WASHINGTON, D.C. — When given a choice between viewing pictures of cocaine and a variety of other images, cocaine addicted individuals, as compared to healthy, non-addicted research subjects, show a clear preference for the drug-related images. Findings from this study, which was conducted at the U.S. Department of Energy's (DOE) Brookhaven National Laboratory, will be presented at the Society for Neuroscience annual meeting in Washington D.C. on Sunday, November 16, 2008, at 2:30 p.m. Eastern Time, by Scott Moeller, a psychology graduate student at the University of Michigan who worked with the Brookhaven Lab Neuropsychoimaging group (director, Rita Goldstein) on this research.
"This behavioral study demonstrates for the first time that drug-related choice in cocaine addiction extends to abstract, non-pharmacological stimuli, facilitating the study of choice behavior in addiction without using actual cocaine," Moeller said. Previously, scientists have had to administer the actual drug (cocaine), or drugs that are pharmacologically similar to cocaine, to test its effects on brain and behavioral functions. Now, the tasks developed by Moeller while training with Goldstein's team could help clinicians monitor choice behavior — for example, to follow the effectiveness of treatment — in addicted individuals who are currently abstaining from drugs.
In the first task of the experiment, both healthy control subjects and cocaine-addicted individuals digitally selected one of four face-down card decks and could select a card again from the same deck or switch decks. Unknown to the subjects, each deck contained mostly one image type: cocaine-related images, pleasant images, unpleasant images, or neutral ones. This test of choice is considered implicit because subjects were not necessarily aware of their tendency to choose one type of image over the others. In the second, explicit choice task, subjects repeatedly selected between two side-by-side, face-up images taken from the four decks.
On both tasks, the cocaine-addicted individuals chose the cocaine-related images more than the healthy controls, who showed clear aversion to these images. In addition, on the implicit task, healthy control subjects chose pleasant images more than the cocaine-addicted subjects.
Interestingly, cocaine-addicted individuals' self-reported ratings of how pleasant they thought a picture was did not fully explain these results, nor were these ratings entirely consistent with their choice behavior. For example, while cocaine-addicted individuals rated pleasant images as more pleasant than the cocaine-related images, at the group level they still chose from these two picture categories at the same rates on both tasks. This suggests that drug-addicted individuals may not be fully aware of their own choice behavior or that drug choice in addicted individuals may not be fully driven by the pleasure or reward they get from the drug, as is frequently assumed.
Further, the cocaine-addicted individuals with the greater preference for cocaine-related images over pleasant ones had used cocaine more frequently in the previous month. This finding suggests these tasks could serve as objective measures of the severity of drug use (which, to date, has been measured primarily by self-report).
"Tasks like the ones developed here could be used clinically to predict the effectiveness and outcomes of drug-addiction treatment, including abstinence or relapse," Goldstein said.
As a follow-up, she added, "Simultaneous neuroimaging studies are needed to investigate the brain structures that underlie choices made by drug-addicted individuals."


» **Task objective**
Verbatim copy without images: repeat the records in full.

» **Available data**
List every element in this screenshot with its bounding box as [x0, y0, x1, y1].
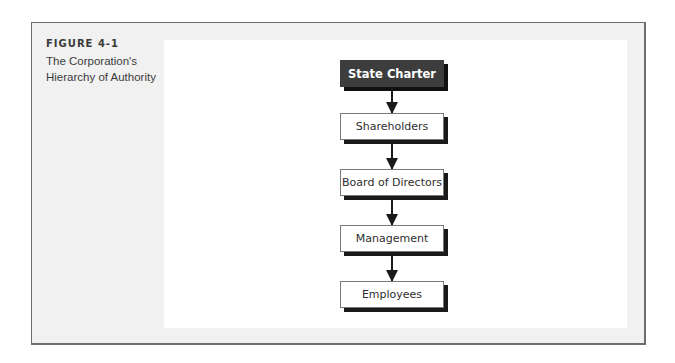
node-management: Management	[340, 225, 444, 252]
arrow-down-icon	[391, 144, 393, 169]
node-employees: Employees	[340, 281, 444, 308]
arrow-down-icon	[391, 88, 393, 113]
arrow-down-icon	[391, 256, 393, 281]
node-state-charter: State Charter	[340, 60, 444, 87]
diagram-panel: State Charter Shareholders Board of Dire…	[164, 40, 627, 328]
node-board-of-directors: Board of Directors	[340, 169, 444, 196]
figure-number: FIGURE 4-1	[46, 37, 166, 51]
node-shareholders: Shareholders	[340, 113, 444, 140]
figure-title: The Corporation's Hierarchy of Authority	[46, 53, 166, 85]
figure-frame: FIGURE 4-1 The Corporation's Hierarchy o…	[31, 22, 646, 345]
figure-caption: FIGURE 4-1 The Corporation's Hierarchy o…	[46, 37, 166, 85]
arrow-down-icon	[391, 200, 393, 225]
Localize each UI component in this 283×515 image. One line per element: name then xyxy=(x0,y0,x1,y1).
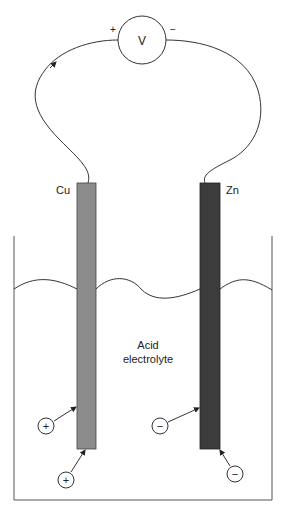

» **Task result**
List every element in this screenshot with its bounding box as [x0, y0, x1, y1].
node-management: Management	[340, 225, 444, 252]
arrow-down-icon	[391, 144, 393, 169]
node-employees: Employees	[340, 281, 444, 308]
arrow-down-icon	[391, 88, 393, 113]
arrow-down-icon	[391, 256, 393, 281]
node-state-charter: State Charter	[340, 60, 444, 87]
diagram-panel: State Charter Shareholders Board of Dire…	[164, 40, 627, 328]
node-board-of-directors: Board of Directors	[340, 169, 444, 196]
figure-number: FIGURE 4-1	[46, 37, 166, 51]
node-shareholders: Shareholders	[340, 113, 444, 140]
figure-title: The Corporation's Hierarchy of Authority	[46, 53, 166, 85]
figure-frame: FIGURE 4-1 The Corporation's Hierarchy o…	[31, 22, 646, 345]
figure-caption: FIGURE 4-1 The Corporation's Hierarchy o…	[46, 37, 166, 85]
arrow-down-icon	[391, 200, 393, 225]
Localize each UI component in this 283×515 image. One line per element: name then xyxy=(x0,y0,x1,y1).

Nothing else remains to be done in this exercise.